Closed cvgs closed 1 year ago
@cvgs I still have some concerns about the way the exiting is designed now.
When pressing Ctrl-C during the preparation phase, erase-install.sh and swiftDialog are terminated, but startosinstall is not. To end it, I have to separately run sudo pkill startosinstall
. Is there a way to ensure that everything spawned by erase-install is killed if we cancel it?
Maybe related, but the 60 minute timeout with audible sound seems to continue run if the script is manually terminated, and also (I think) if you run the test-run through. One hour later, we get a message like this:
[erase-install] Timeout reached for PID 13831!
Unfortunately I don't fully understand how the exiting works now, so I don't know how to fix this. Can we also find a way that this PID is killed if we Ctrl-C the script, or if it's running in test mode?
PS. PRs can be made to the main
branch now. I'm not generally making rc
branches anymore, instead I maintain a release
branch which corresponds to the Latest release.
Hi Graham,
we launch startosinstall
via launchd
now, so we do not have an easy way to get it's process id. We could parse the output of launchctl list …
, but the man page states that one should not rely on the format of its output…
That's why the timeout is there, because during regular operation we just wait for startosinstall to talk to us using the SIGUSR1 mechanism. If nothing happens for one hour, we assume that something went wrong (perhaps startosinstall crashed?), log an unexpected error and exit. But in my experience, startosinstall sometimes takes longer than one hour to prepare the update, happily runs along doing its thing, and we get those log messages even if the update goes through - so perhaps it's a good idea to increase the timeout to 90 mins to reduce false negatives?
A slightly different case is when the script gets interrupted: Indeed, the script could ask the launchd job that it started to terminate during the finish()
or terminate()
routine, because the script knows which job label to target.
It simply would need to issue something like /bin/launchctl unload -F "/Library/LaunchDaemons/com.github.grahampugh.erase-install.startosinstall.plist"
(the same way launch_startosinstall
already does it to make sure we do not run twice).
I'm just not sure if it is safe to kill startosinstall at all times, so i simply left it alone (because in almost all cases, we want it to run and do its job). But i guess startosinstall should simply refuse to quit if it's right in the middle of updating the OS.
This change will cause erase-install to report a non-zero exit code (143 to be exact) when it is being abnormally terminated (e.g. by pressing CTRL+C or getting terminated by SIGTERM).
Previously it would return the exit code of the last command being executed at time of termination, which could be non-zero or zero depending on the specific circumstances, which then could have been reported as successful execution in a Jamf policy.
This change will make it easier to discover such errors. The exit code of the last executed command will be logged in addition to returning 143 to facilitate debugging.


- _Work item_
Your answer should be every line of the records that contains the word "Details", copied as it stands.

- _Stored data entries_
>>>>>

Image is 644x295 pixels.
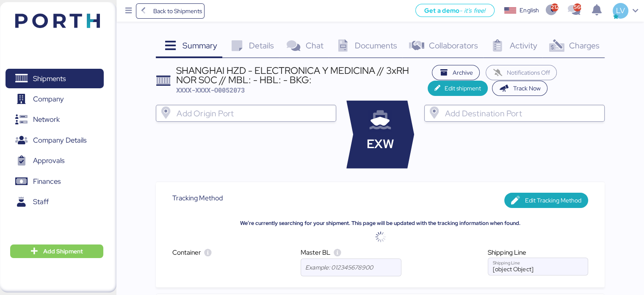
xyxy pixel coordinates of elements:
[488,247,588,257] div: Shipping Line
[507,67,550,77] span: Notifications Off
[513,83,541,93] span: Track Now
[122,4,136,18] button: Menu
[6,172,104,191] a: Finances
[33,155,64,167] span: Approvals
[301,259,401,276] input: Example: 012345678900
[616,5,624,16] span: LV
[153,6,202,16] span: Back to Shipments
[301,248,330,257] span: Master BL
[488,258,588,275] input: Shipping Line
[10,244,103,258] button: Add Shipment
[6,110,104,129] a: Network
[43,246,83,256] span: Add Shipment
[432,65,480,80] button: Archive
[33,175,61,188] span: Finances
[510,40,537,51] span: Activity
[569,40,599,51] span: Charges
[486,65,557,80] button: Notifications Off
[33,196,48,208] span: Staff
[355,40,397,51] span: Documents
[183,40,217,51] span: Summary
[367,135,394,153] span: EXW
[6,131,104,150] a: Company Details
[443,108,601,119] input: Add Destination Port
[249,40,274,51] span: Details
[33,113,60,126] span: Network
[136,3,205,19] a: Back to Shipments
[33,93,64,105] span: Company
[6,69,104,88] a: Shipments
[520,6,539,15] div: English
[161,213,599,232] div: We’re currently searching for your shipment. This page will be updated with the tracking informat...
[429,40,478,51] span: Collaborators
[6,90,104,109] a: Company
[6,192,104,211] a: Staff
[33,72,66,85] span: Shipments
[452,67,473,77] span: Archive
[6,151,104,170] a: Approvals
[176,66,428,85] div: SHANGHAI HZD - ELECTRONICA Y MEDICINA // 3xRH NOR S0C // MBL: - HBL: - BKG:
[525,195,582,205] span: Edit Tracking Method
[176,86,245,94] span: XXXX-XXXX-O0052073
[175,108,332,119] input: Add Origin Port
[492,81,548,96] button: Track Now
[445,83,481,93] span: Edit shipment
[33,134,86,146] span: Company Details
[428,81,488,96] button: Edit shipment
[305,40,323,51] span: Chat
[172,193,223,204] span: Tracking Method
[504,193,588,208] button: Edit Tracking Method
[172,248,201,257] span: Container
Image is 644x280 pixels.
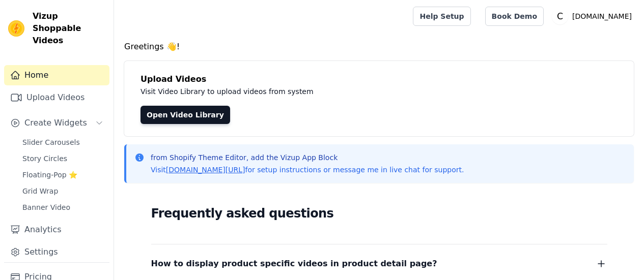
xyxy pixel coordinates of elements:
[17,168,109,182] a: Floating-Pop ⭐
[485,7,544,26] a: Book Demo
[140,73,617,85] h4: Upload Videos
[23,186,58,197] span: Grid Wrap
[8,21,25,36] img: Vizup
[151,257,608,271] button: How to display product specific videos in product detail page?
[17,201,109,214] a: Banner Video
[557,11,563,21] text: C
[166,166,245,174] a: [DOMAIN_NAME][URL]
[140,85,597,98] p: Visit Video Library to upload videos from system
[151,257,437,271] span: How to display product specific videos in product detail page?
[413,7,470,26] a: Help Setup
[552,7,636,25] button: C [DOMAIN_NAME]
[4,87,109,108] a: Upload Videos
[140,106,230,124] a: Open Video Library
[17,152,109,166] a: Story Circles
[32,10,105,47] span: Vizup Shoppable Videos
[17,184,109,199] a: Grid Wrap
[4,65,109,85] a: Home
[4,113,109,133] button: Create Widgets
[23,170,78,180] span: Floating-Pop ⭐
[124,40,634,53] h4: Greetings 👋!
[4,242,109,263] a: Settings
[23,154,67,163] span: Story Circles
[23,137,80,148] span: Slider Carousels
[568,7,636,25] p: [DOMAIN_NAME]
[4,220,109,240] a: Analytics
[150,165,464,175] p: Visit for setup instructions or message me in live chat for support.
[151,203,608,224] h2: Frequently asked questions
[23,203,70,212] span: Banner Video
[150,153,464,163] p: from Shopify Theme Editor, add the Vizup App Block
[17,135,109,150] a: Slider Carousels
[25,117,87,129] span: Create Widgets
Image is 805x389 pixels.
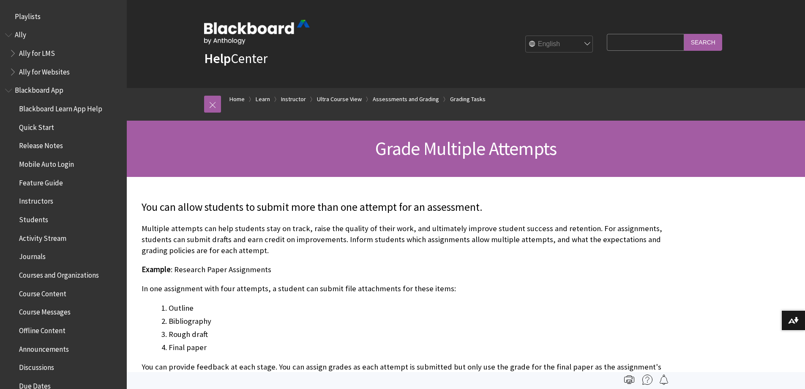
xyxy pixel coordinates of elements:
[204,50,268,67] a: HelpCenter
[450,94,486,104] a: Grading Tasks
[19,65,70,76] span: Ally for Websites
[281,94,306,104] a: Instructor
[15,28,26,39] span: Ally
[19,194,53,205] span: Instructors
[204,20,310,44] img: Blackboard by Anthology
[169,341,666,353] li: Final paper
[625,374,635,384] img: Print
[19,268,99,279] span: Courses and Organizations
[142,200,666,215] p: You can allow students to submit more than one attempt for an assessment.
[19,101,102,113] span: Blackboard Learn App Help
[19,231,66,242] span: Activity Stream
[169,315,666,327] li: Bibliography
[19,360,54,371] span: Discussions
[643,374,653,384] img: More help
[19,212,48,224] span: Students
[142,283,666,294] p: In one assignment with four attempts, a student can submit file attachments for these items:
[142,264,171,274] span: Example
[375,137,557,160] span: Grade Multiple Attempts
[19,286,66,298] span: Course Content
[15,83,63,95] span: Blackboard App
[5,28,122,79] nav: Book outline for Anthology Ally Help
[19,305,71,316] span: Course Messages
[142,223,666,256] p: Multiple attempts can help students stay on track, raise the quality of their work, and ultimatel...
[19,249,46,261] span: Journals
[230,94,245,104] a: Home
[317,94,362,104] a: Ultra Course View
[526,36,594,53] select: Site Language Selector
[373,94,439,104] a: Assessments and Grading
[19,157,74,168] span: Mobile Auto Login
[19,323,66,334] span: Offline Content
[5,9,122,24] nav: Book outline for Playlists
[19,46,55,58] span: Ally for LMS
[142,264,666,275] p: : Research Paper Assignments
[169,328,666,340] li: Rough draft
[256,94,270,104] a: Learn
[685,34,723,50] input: Search
[204,50,231,67] strong: Help
[19,139,63,150] span: Release Notes
[15,9,41,21] span: Playlists
[19,175,63,187] span: Feature Guide
[19,120,54,131] span: Quick Start
[169,302,666,314] li: Outline
[142,361,666,383] p: You can provide feedback at each stage. You can assign grades as each attempt is submitted but on...
[19,342,69,353] span: Announcements
[659,374,669,384] img: Follow this page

<<<<<

- _Finished task_
[6,131,104,150] a: Company Details
[249,40,274,51] span: Details
[33,134,86,146] span: Company Details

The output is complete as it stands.